How not to ruin your cakes at the last minute

So you’ve picked your recipe, grabbed the ingredients and you are all set. You’ve spent money on fancy schmanzy cake cases and pre heated your oven. After this you meticulously weigh out all your ingredients, ready to mix and stir into submission. As you add the ingredients, you are following the recipe step by step to the letter, making sure that you don’t ruin the perfection that you are planning to bake. You carefully spoon the mixture into your pre greased and lined tin. So very carefully.

The oven light goes off – it is time. You pop into the oven, and dust yourself down.

And this is where it all goes horribly wrong.

A Poor Baking Mistake

Once the fun bit is over, it is all too easy to relax too much and essentially, piss your baking expertise up the wall. The art of baking doesn’t stop when you put it in the oven, and those last few steps on that recipe will make it perfect. You spent the money, you put the work in – why do you want to ruin your cakes at the last minute?

The bit with the oven

The actual cooking of a cake is just as hard as the mix and decorating bits. This is the part where things are most likely to go wrong. Every oven is different, and you’ll get used to yours – whether it cooks fast or slow, or whether your oven needs the cake to be at the top or bottom. Often cleaning your oven helps performance (I know…so boring), but these quick tips will help you cook thike a boss:

  • Set a timer – with that is your phone or a proper timer, it is easy to wander off (or in my case fall asleep) and miss the crucial bit – getting it out of the oven.
  • Stop opening the oven door – the will make your sponge cakes rise unevenly, and no one likes a sunken sponge.
  • Just before the timer goes off, test your cake with a clean sharp knife. You’ll be able to test how gooey it still is, but cakes continue cooking after you take them out, so you might want to take the cake out a bit early so stop it going too firm.

iPhone Timer

The bit where it cools

If you’ve made it through the cooking bit, so far so good. But the fun doesn’t stop here. I am an impatient sort. Once I’ve taken it out of the oven all I want to do is get my grubby hands on it. Don’t. You are going to end up with the nightmare pictured above. You’ll cry – believe me I’ve been there.

  • When it says leave in the tin to cool – leave it in the tin to cool. The cake will still be a little gooey and fragile at this point, and if you attempt to turn a sponge out of a tin, you are likely to end up with a pile of crumbly gooey mess all over your work surface.
  • When you take it out of the oven, by all means pop a knife around the sides – this will help you turn it out of the time when you eventually want to.
  • After it has cooled, turn out the cake onto a cooling rack, and cool for a little longer. Every little helps.
  • All this advice also stands for cupcakes, apart from knifing it to bits – you don’t want to squeeze your cakes in their cases if your cupcakes are still a little warm.

The bit where you need to make it pretty

Chocolate Cake

You’ve got the perfect cake, sitting there on your cooling rack all naked. A pretty sponge, some bald cupcakes, crying out for some assistance before they go off into their cakey world. You’ve got a heap of icing sugar, plenty of sprinkles and a crapload of food colouring. But seriously. Unless you want a cake that looks like Barbie threw up on it, you are going to want to plan your decorating shizzle just a bit before you let loose with a piping bag.

  • Go carefully with icing, especially with colour. Icing can be tricky to get right – you don’t want it too runny especially if you want piped buttercream but too stiff and you’ll need a sledgehammer to bite through it. Add a bit of water/colouring as you need. And ALWAYS follow the recipe for ratio of icing sugar to butter.
  • If making cream cheese frosting, DO NOT use cheap or low fat cream cheese. I promise you that stuff will melt quicker than a scarf wearing tube commuter in the summer.
  • Sometimes, less is more. So what you’ve got a cupboard full of sparkly sprinkles? We don’t need to see all of them on the same cake.
  • You want glitter? For the love of all that is brownie, please make sure it is edible first.

Hopefully, you’ve got to the end and ducked and weaved through the pitfalls that can befall even the most experienced of bakers. What are your best tips for not ruining a perfect bake off?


* _PROBLEM STATEMENT_:
Look through the entries below for the string "legend", and copy each line where it is found.

◇ ◇ ◇ ◇

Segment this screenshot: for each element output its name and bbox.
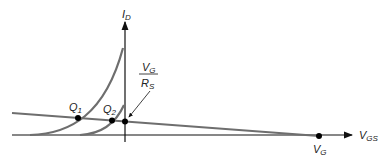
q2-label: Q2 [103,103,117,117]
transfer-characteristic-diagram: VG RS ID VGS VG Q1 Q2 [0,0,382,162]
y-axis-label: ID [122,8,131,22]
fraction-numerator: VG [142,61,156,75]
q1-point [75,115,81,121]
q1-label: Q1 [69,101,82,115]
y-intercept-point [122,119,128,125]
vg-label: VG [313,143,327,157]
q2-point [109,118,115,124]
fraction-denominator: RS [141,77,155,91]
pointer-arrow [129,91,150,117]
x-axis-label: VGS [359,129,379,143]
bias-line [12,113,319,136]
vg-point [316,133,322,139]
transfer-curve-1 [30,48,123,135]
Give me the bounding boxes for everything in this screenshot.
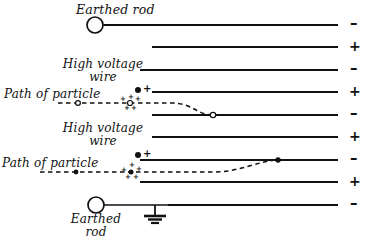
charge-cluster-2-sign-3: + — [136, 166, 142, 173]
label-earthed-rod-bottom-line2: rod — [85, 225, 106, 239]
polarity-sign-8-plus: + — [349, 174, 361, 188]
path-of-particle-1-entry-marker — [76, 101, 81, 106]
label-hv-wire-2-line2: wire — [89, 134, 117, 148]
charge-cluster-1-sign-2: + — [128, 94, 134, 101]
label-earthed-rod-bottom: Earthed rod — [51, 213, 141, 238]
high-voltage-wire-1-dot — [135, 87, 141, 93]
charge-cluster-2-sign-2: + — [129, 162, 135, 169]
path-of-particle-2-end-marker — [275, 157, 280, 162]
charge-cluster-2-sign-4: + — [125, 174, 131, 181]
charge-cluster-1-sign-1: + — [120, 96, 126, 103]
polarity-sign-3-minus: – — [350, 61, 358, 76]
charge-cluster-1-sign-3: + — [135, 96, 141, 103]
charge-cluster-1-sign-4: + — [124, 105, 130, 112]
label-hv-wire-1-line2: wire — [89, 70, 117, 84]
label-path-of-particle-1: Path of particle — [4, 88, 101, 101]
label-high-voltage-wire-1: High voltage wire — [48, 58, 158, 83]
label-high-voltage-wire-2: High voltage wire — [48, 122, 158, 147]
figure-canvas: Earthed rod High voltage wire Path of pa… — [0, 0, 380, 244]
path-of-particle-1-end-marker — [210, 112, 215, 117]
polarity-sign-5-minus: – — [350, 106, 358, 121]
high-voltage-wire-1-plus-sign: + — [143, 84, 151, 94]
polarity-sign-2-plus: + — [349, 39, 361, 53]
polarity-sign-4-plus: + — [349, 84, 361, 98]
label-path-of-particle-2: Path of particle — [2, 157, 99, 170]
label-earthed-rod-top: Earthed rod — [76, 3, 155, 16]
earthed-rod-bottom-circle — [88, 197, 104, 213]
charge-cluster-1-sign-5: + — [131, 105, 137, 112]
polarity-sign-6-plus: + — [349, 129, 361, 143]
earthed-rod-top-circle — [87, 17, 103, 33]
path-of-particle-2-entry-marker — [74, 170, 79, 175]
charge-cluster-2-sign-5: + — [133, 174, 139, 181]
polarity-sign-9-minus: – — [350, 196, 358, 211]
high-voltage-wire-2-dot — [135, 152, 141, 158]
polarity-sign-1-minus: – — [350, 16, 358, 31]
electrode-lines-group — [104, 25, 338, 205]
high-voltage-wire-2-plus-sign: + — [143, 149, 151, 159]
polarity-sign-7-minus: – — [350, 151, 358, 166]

◇ ◇ ◇ ◇

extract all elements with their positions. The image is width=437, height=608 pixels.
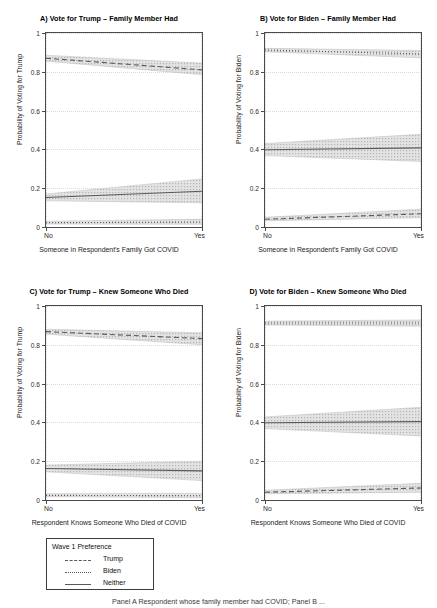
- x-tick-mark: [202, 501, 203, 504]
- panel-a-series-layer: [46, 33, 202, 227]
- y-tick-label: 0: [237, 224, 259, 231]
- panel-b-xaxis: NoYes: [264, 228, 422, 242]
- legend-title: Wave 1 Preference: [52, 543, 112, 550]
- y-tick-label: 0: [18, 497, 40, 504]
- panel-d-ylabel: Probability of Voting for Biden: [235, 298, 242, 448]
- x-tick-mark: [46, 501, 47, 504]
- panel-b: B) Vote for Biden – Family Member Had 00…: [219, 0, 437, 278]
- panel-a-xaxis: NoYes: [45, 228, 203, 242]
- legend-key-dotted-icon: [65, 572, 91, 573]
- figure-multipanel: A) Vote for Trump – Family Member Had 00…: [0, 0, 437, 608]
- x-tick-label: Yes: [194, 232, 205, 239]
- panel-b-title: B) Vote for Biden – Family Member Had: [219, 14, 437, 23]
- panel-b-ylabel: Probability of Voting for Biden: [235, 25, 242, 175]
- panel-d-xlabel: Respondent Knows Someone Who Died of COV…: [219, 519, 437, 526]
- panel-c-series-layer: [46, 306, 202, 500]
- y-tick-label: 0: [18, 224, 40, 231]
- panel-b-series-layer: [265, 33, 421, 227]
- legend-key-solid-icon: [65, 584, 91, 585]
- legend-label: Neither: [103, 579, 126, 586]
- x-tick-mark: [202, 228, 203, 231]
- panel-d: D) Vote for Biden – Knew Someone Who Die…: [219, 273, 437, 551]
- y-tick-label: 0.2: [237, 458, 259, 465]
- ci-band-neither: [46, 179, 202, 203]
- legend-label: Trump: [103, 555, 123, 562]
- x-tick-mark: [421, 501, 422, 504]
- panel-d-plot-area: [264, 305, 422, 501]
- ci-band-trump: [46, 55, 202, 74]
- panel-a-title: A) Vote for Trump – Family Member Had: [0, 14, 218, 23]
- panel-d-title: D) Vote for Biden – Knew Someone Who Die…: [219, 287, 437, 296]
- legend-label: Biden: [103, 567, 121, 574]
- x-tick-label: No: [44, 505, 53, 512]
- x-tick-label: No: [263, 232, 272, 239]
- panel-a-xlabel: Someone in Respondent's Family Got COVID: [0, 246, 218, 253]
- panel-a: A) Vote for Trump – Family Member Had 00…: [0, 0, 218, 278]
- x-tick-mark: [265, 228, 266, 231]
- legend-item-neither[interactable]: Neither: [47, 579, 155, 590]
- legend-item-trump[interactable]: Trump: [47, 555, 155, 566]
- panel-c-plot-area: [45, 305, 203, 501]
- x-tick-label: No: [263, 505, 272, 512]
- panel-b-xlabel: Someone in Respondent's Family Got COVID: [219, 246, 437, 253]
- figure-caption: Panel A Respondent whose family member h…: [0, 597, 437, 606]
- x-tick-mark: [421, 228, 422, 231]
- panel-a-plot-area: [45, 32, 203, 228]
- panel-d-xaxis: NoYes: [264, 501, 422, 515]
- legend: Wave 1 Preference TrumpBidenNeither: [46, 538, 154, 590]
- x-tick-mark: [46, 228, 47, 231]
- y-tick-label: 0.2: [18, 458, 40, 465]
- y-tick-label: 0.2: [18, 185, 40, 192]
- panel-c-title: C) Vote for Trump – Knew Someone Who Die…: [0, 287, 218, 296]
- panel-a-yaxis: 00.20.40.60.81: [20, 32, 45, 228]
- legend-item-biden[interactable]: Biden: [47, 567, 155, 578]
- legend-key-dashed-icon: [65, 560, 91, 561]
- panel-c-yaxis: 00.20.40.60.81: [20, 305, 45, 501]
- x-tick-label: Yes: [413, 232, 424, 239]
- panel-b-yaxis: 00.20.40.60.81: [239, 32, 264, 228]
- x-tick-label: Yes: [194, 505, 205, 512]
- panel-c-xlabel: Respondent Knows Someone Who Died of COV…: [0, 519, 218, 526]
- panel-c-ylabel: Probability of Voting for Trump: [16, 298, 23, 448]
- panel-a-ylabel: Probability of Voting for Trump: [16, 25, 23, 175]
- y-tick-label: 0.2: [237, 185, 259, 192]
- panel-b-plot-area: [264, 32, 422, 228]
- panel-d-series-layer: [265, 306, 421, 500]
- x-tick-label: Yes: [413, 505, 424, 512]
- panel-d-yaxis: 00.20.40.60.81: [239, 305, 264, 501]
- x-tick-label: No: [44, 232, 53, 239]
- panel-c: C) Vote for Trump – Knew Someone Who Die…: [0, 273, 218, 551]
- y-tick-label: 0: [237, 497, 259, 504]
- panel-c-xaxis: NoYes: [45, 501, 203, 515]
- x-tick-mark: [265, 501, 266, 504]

◇ ◇ ◇ ◇

* _RESULT OF THE TASK_:
- legend-title: Wave 1 Preference: [52, 543, 112, 550]
- legend-key-dotted-icon: [65, 572, 91, 573]
- legend-key-solid-icon: [65, 584, 91, 585]
- legend-label: Neither: [103, 579, 126, 586]
- legend-label: Trump: [103, 555, 123, 562]
- legend-label: Biden: [103, 567, 121, 574]
- legend-item-neither[interactable]: Neither: [47, 579, 155, 590]
- legend-item-trump[interactable]: Trump: [47, 555, 155, 566]
- legend: Wave 1 Preference TrumpBidenNeither: [46, 538, 154, 590]
- legend-item-biden[interactable]: Biden: [47, 567, 155, 578]
- legend-key-dashed-icon: [65, 560, 91, 561]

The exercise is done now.